The Magritte Museum and the Hergé Museum both opened on 2 June 2009, ten years after Iris died, but had she had the chance she would have loved them, I think, just as I did. To be honest, Magritte is not one of the painters who feature strongly in her work, though Tim Reede in Nuns and Soldiers (1980) paints pseudo-Magrittes. In 1945 René Magritte (1898-1967) was well established and his signature painting La trahison des images (1929) was famous, but Place Charles Rogier onto which the Rue Neuve gives was not dominated as it now is by this image of Magritte’s Le fils de l'homme which he painted in 1964.

Ceci n'est pas un pipe / Les Fils de l'Homme
Ceci n'est pas un pipe / Les Fils de l'Homme

Nor was Iris yet aware of Hergé, as it was John Simopoulos who introduced her to his work long after her time in Brussels. Georges Prosper Remi (1907-83) was well established as a comic strip artist by 1945, when he published Le Trésor de Rackham le Rouge, the twelfth book in the Tintin series. But these early years after the war were difficult for both men and they were struggling to maintain their reputations even though neither was a collaborator.

Remi / Hergé
Remi / Hergé

In his 1998 memoir Iris, John Bayley, writing of the early 80s, says: ‘She herself was devoted at that time to the adventures of Tintin, the perky young Belgian “boy reporter” invented by Hergé, whose comic strip stories are illustrated with an inspired contemporary detail, reminiscent of some of the old Flemish masters … Both of us became hooked at once; I think partly because of the French dialogue which is extraordinarily witty and apt, and does not come over at all into English.’

This is closely echoed in the one scene where Iris makes use of Hergé in her fiction. In chapter 29 of An Unofficial Rose (1962), Penn Graham asks his young cousin Miranda Peronett what she is reading.
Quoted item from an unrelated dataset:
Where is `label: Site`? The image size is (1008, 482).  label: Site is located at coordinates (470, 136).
Miranda frowned and tossed the big coloured book on to the counterpane. Penn picked it up and saw that it was a sort of comic strip; and as he looked back to Miranda he guessed that she was annoyed that he had not found her reading something more grown-up. Then he saw that it was in French. Les Aventures de Tintin. On a Marché sur La Lune. He glanced at a few of the pictures.
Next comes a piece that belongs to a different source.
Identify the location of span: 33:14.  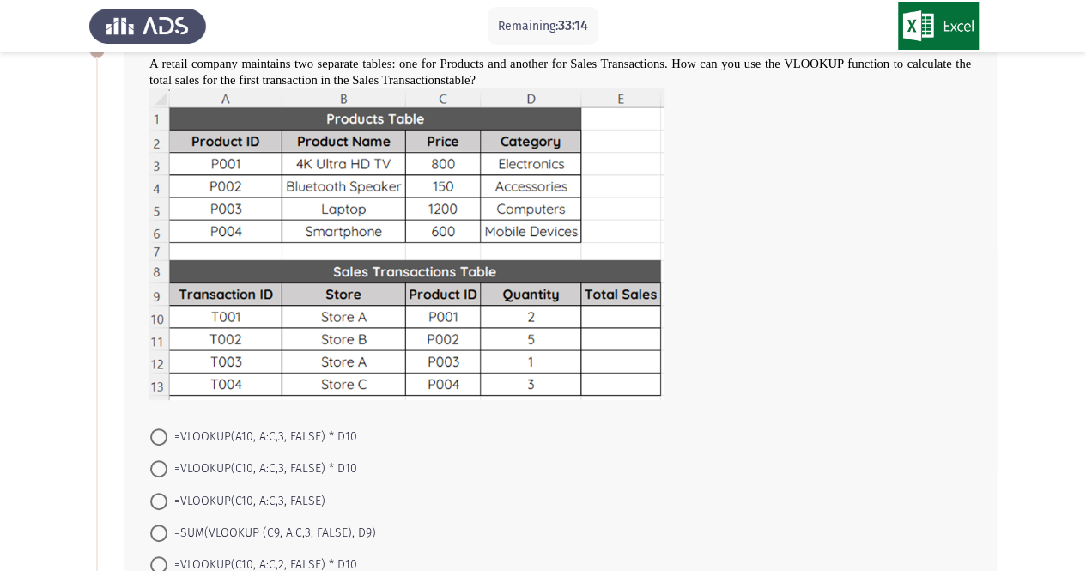
(573, 25).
‘That looks good. Perhaps I could borrow it when you’ve finished? I don’t think I’d understand much though. My French is hopeless. But I expect I could follow the pictures.’

‘It’s no use without the text,’ said Miranda, retrieving the book and pushing it under her pillow. ‘The words are the point. They’re so witty.’
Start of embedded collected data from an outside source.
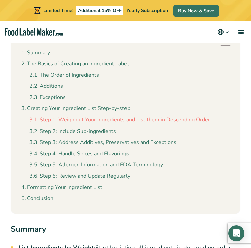 This screenshot has height=248, width=251. What do you see at coordinates (120, 120) in the screenshot?
I see `a: Step 1: Weigh out Your Ingredients and List them in Descending Order` at bounding box center [120, 120].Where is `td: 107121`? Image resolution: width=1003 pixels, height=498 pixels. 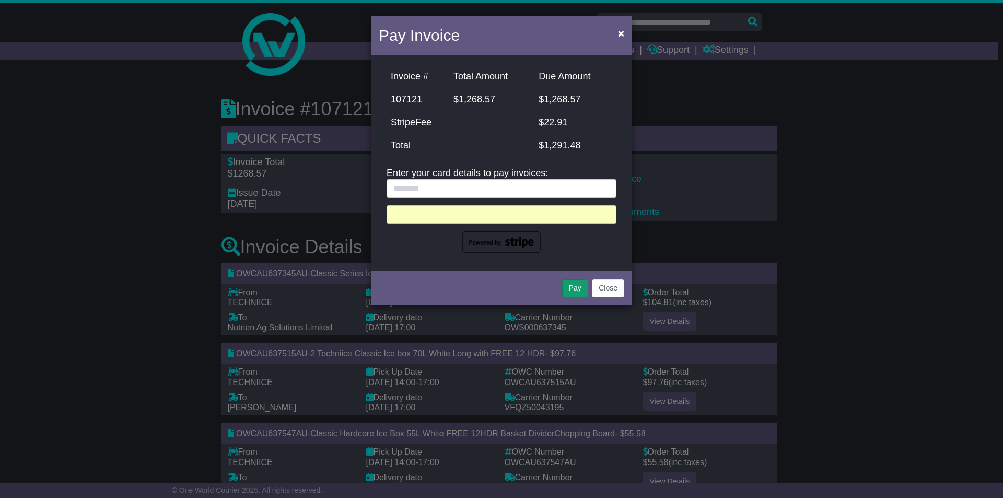 td: 107121 is located at coordinates (418, 100).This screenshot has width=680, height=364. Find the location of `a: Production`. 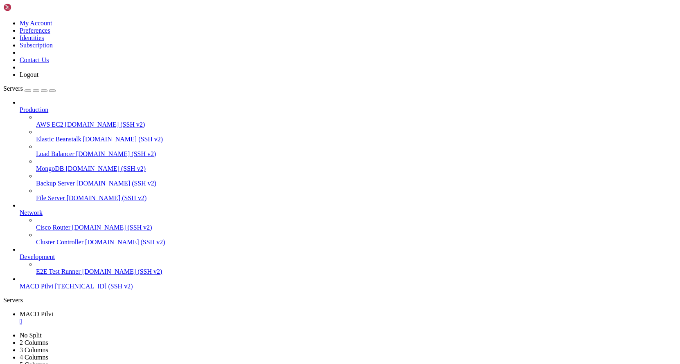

‘Text’ and ‘witty’ rather disconcerted Penn ….

On a Marché sur La Lune

Les Aventures de Tintin. On a Marché sur La Lune was published in the mid-50s so Murdoch was keeping up with the series as it unfolded. John relates that ‘Iris wrote Hergé a fan letter, and thanking her in reply he mentioned that he would be signing copies in Hamley’s toyshop, halfway up Regent Street. We were in the shop on the day, and Iris had a long chat with the great man, telling him about her time in Brussels with the relief organisation UNRRA, just after the war ended. She never spoke of this to anyone else.’ That, to me, suggests that Hergé had a special significance for her, and she continued to read his work throughout her life, writing to Naomi Lebowitz on 9 February 1972, ‘I am now reading Tintin. Do Jo and Ju [Naomi’s children] read Tintin? If not, why not?

I have spoken and written about Iris Murdoch’s relationship with France, particularly Paris and Provence, but it was not until I went to Brussels myself that it struck me forcefully that her love of Europe began in Belgium in that short but powerfully influential sojourn in the city of Magritte and Hergé, in which, by serendipitous happenstance, she was living when Sartre visited and lectured. Her intellect was fired by her encounter with him which returned her to philosophy after her work for UNRRA came to an end. Her later encounter with Hergé reveals how much her imagination was also fired by his creative genius, and how vital her brief Belgian episode was in the formation of her life and her art.